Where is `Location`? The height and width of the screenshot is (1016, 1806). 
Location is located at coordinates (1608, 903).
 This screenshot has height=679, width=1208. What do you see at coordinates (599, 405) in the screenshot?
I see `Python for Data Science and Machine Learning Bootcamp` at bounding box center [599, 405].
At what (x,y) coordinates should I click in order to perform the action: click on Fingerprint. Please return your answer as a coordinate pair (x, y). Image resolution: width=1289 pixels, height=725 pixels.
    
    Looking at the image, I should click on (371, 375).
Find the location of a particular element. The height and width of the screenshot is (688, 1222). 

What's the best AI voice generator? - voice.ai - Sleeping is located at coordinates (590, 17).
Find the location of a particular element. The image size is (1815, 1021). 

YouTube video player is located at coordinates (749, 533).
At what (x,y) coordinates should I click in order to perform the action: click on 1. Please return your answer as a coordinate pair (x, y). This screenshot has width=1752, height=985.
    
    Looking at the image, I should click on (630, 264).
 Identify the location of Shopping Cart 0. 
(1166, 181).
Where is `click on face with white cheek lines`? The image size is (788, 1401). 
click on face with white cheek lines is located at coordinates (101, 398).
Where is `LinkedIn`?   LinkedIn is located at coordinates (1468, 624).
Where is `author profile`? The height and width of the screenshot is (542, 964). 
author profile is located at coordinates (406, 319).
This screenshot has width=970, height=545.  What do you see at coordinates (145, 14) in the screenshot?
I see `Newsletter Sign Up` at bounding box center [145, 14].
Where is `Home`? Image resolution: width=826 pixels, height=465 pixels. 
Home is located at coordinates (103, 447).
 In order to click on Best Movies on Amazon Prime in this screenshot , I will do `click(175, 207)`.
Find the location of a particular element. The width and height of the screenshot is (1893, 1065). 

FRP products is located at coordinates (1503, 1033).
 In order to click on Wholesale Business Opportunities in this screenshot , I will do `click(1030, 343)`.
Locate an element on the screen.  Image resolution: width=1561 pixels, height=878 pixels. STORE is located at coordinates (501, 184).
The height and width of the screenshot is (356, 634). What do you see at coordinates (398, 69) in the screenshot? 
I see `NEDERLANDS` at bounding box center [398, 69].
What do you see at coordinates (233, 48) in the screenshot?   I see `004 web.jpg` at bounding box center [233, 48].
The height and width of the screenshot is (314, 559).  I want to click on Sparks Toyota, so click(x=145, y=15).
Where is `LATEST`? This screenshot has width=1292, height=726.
=-=-=
Work to complete:
Give exactly, and nothing besides, the lines from the one in which "Find the location of a particular element. The width" occurs through the end of the records.

Answer area:
Find the location of a particular element. The width and height of the screenshot is (1893, 1065). 

FRP products is located at coordinates (1503, 1033).
 In order to click on Wholesale Business Opportunities in this screenshot , I will do `click(1030, 343)`.
Locate an element on the screen.  Image resolution: width=1561 pixels, height=878 pixels. STORE is located at coordinates (501, 184).
The height and width of the screenshot is (356, 634). What do you see at coordinates (398, 69) in the screenshot? 
I see `NEDERLANDS` at bounding box center [398, 69].
What do you see at coordinates (233, 48) in the screenshot?   I see `004 web.jpg` at bounding box center [233, 48].
The height and width of the screenshot is (314, 559).  I want to click on Sparks Toyota, so click(x=145, y=15).
Where is `LATEST`? This screenshot has width=1292, height=726.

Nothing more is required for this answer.